Iran, India’s third-largest oil supplier after Iraq and Saudi Arabia,
supplied 18.4 million tonnes (mt) of crude in the first 10 months of the
2017-18 fiscal (April 2017 to January 2018). Until 2010-11, Iran was India’s
second-largest supplier after Saudi Arabia, but slipped in subsequent years as
international sanctions hit. In 2013-14 and 2014-15, India bought 11 mt and
10.95 mt respectively from Iran. This rose to 12.7 mt the following year, and
then jumped to 27.2 mt in 2016-17.
While the 2010-15 sanctions were
imposed by global consensus, Trump has
made his decision to pull out from the deal unilaterally — the UK, Germany and
France have said they remain committed to the agreement with Iran; China has
said the JCPOA “should be implemented in good faith by all parties”, and Russia
has said it is “deeply disappointed” with the US. Should these signatories be
able to ensure the deal does not collapse altogether, India could conceivably
use euros to pay Iran for oil supplies.
Is there a threat to India’s
strategic investment in Iran’s Chabahar port?
India is developing Chabahar as the beginning of a route to
strife-torn, landlocked Afghanistan that bypasses Pakistan, and as a gateway to
Central Asia. It is both a financial
and a strategic investment. Over the last three years, the engagement
between India and Iran on Chabahar has gathered momentum; Modi travelled to
Iran in May 2016, and work is expected to be completed and the port handed over
to Indian authorities by July, Iranian officials have said.
This timeline may, however, come
under pressure — and get pushed to perhaps the end of the year — if American
sanctions hit infrastructure development in Chabahar. However, India may still
have options if the other signatories stick with the JCPOA. New Delhi will likely argue with its
interlocutors in Washington that access to Afghanistan is a shared objective of
both countries, and that India’s goal of helping Afghanistan’s reconstruction
— at the request of the Trump administration — through $ 1 billion assistance
and work in over 100 small development projects, may be affected if Chabahar is
slowed down.
Chabahar is crucial to Indian
interests also because Iran is seen to be offering the port to other countries
as well, including China, which is already developing Pakistan’s Gwadar port
next door.
What can be the implications
in West Asia, especially from an Indian perspective?
Trump’s move to target Iran, and
side with its regional rivals Saudi Arabia and Israel, could destabilise the region where over 8 million
Indian migrants live and work.

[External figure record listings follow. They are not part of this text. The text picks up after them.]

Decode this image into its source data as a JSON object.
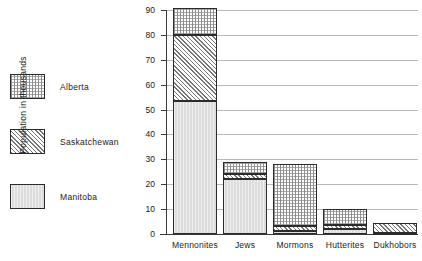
{
  "legend": {
    "items": [
      {
        "label": "Alberta",
        "swatch": "dotted-stipple",
        "color": "#8d8d8d"
      },
      {
        "label": "Saskatchewan",
        "swatch": "diagonal-hatch",
        "color": "#767676"
      },
      {
        "label": "Manitoba",
        "swatch": "solid-light-grey",
        "color": "#dcdcdc"
      }
    ]
  },
  "chart_data": {
    "type": "bar",
    "title": "",
    "subtitle": "",
    "xlabel": "",
    "ylabel": "Population in thousands",
    "stacked": true,
    "grid": true,
    "legend_position": "left",
    "ylim": [
      0,
      90
    ],
    "ytick_labels": [
      "0",
      "10",
      "20",
      "30",
      "40",
      "50",
      "60",
      "70",
      "80",
      "90"
    ],
    "yticks": [
      0,
      10,
      20,
      30,
      40,
      50,
      60,
      70,
      80,
      90
    ],
    "categories": [
      "Mennonites",
      "Jews",
      "Mormons",
      "Hutterites",
      "Dukhobors"
    ],
    "series": [
      {
        "name": "Manitoba",
        "fill": "manitoba",
        "values": [
          53.5,
          22.0,
          1.0,
          2.0,
          0.5
        ]
      },
      {
        "name": "Saskatchewan",
        "fill": "saskatchewan",
        "values": [
          26.5,
          2.0,
          2.0,
          1.5,
          4.0
        ]
      },
      {
        "name": "Alberta",
        "fill": "alberta",
        "values": [
          11.0,
          5.0,
          25.0,
          6.5,
          0.0
        ]
      }
    ],
    "totals": [
      91.0,
      29.0,
      28.0,
      10.0,
      4.5
    ]
  }
}
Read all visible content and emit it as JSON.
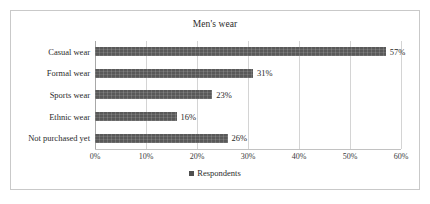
{
  "chart_data": {
    "type": "bar",
    "orientation": "horizontal",
    "title": "Men's wear",
    "xlabel": "",
    "ylabel": "",
    "categories": [
      "Casual wear",
      "Formal wear",
      "Sports wear",
      "Ethnic wear",
      "Not purchased yet"
    ],
    "values": [
      57,
      31,
      23,
      16,
      26
    ],
    "value_labels": [
      "57%",
      "31%",
      "23%",
      "16%",
      "26%"
    ],
    "series": [
      {
        "name": "Respondents",
        "values": [
          57,
          31,
          23,
          16,
          26
        ],
        "color": "#595959"
      }
    ],
    "xlim": [
      0,
      60
    ],
    "xtick_values": [
      0,
      10,
      20,
      30,
      40,
      50,
      60
    ],
    "xtick_labels": [
      "0%",
      "10%",
      "20%",
      "30%",
      "40%",
      "50%",
      "60%"
    ],
    "grid": true,
    "grid_axis": "x",
    "legend": {
      "position": "bottom",
      "entries": [
        {
          "label": "Respondents",
          "color": "#595959"
        }
      ]
    },
    "border_color": "#c9c9c9",
    "gridline_color": "#d4d4d4",
    "text_color": "#2b2b2b"
  }
}
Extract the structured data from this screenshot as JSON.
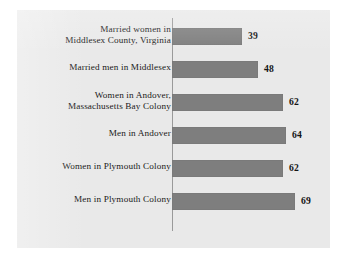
{
  "chart_data": {
    "type": "bar",
    "orientation": "horizontal",
    "title": "",
    "xlabel": "",
    "ylabel": "",
    "grid": false,
    "legend": false,
    "xlim": [
      0,
      75
    ],
    "categories": [
      "Married women in\nMiddlesex County, Virginia",
      "Married men in Middlesex",
      "Women in Andover,\nMassachusetts Bay Colony",
      "Men in Andover",
      "Women in Plymouth Colony",
      "Men in Plymouth Colony"
    ],
    "values": [
      39,
      48,
      62,
      64,
      62,
      69
    ],
    "value_labels": [
      "39",
      "48",
      "62",
      "64",
      "62",
      "69"
    ],
    "bar_color": "#7e7e7e",
    "panel_color": "#e9e9e9",
    "page_color": "#ffffff",
    "axis_color": "#9a9a9a",
    "text_color": "#1a1a1a"
  },
  "rows": [
    {
      "label_line1": "Married women in",
      "label_line2": "Middlesex County, Virginia",
      "value": "39"
    },
    {
      "label_line1": "Married men in Middlesex",
      "label_line2": "",
      "value": "48"
    },
    {
      "label_line1": "Women in Andover,",
      "label_line2": "Massachusetts Bay Colony",
      "value": "62"
    },
    {
      "label_line1": "Men in Andover",
      "label_line2": "",
      "value": "64"
    },
    {
      "label_line1": "Women in Plymouth Colony",
      "label_line2": "",
      "value": "62"
    },
    {
      "label_line1": "Men in Plymouth Colony",
      "label_line2": "",
      "value": "69"
    }
  ]
}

Military tensions in West Asia have forced
India to evacuate its nationals in the past; New Delhi’s capacity to do so is,
however, limited.
What does Trump’s move mean
for the India-US relationship?
Under Trump, this relationship has been transactional. The US has
been hard on Pakistan, but has asked India to be more proactive in the
Indo-Pacific, with an eye on China. While there has been complementarity of
interests in both these situations, the Indian
establishment has been wary of committing too much on the Indo-Pacific strategy
— the India-US-Japan-Australia ‘Quad’ is still taking its first baby steps.
Also, faultlines between India and the
US over its relationship with Russia have grown prominent of late — New
Delhi is aware of these divergences, and the Iran situation will test the
durability of the “strategic partnership” between the world’s largest and
oldest democracies.
And what about the future of
the India-Iran relationship?
The two countries have a
strategic interest in keeping the relationship durable and sustainable, and
would want to insulate it from the impact of sanctions. Many experts feel the government should look at options like the
rupee-rial trading mechanism, and opening of Iranian banks in India and Indian
banks in Iran, to facilitate movement of money and income between the two
countries. The current crisis could force New Delhi and Tehran to work on a
plan for similar situations in the future.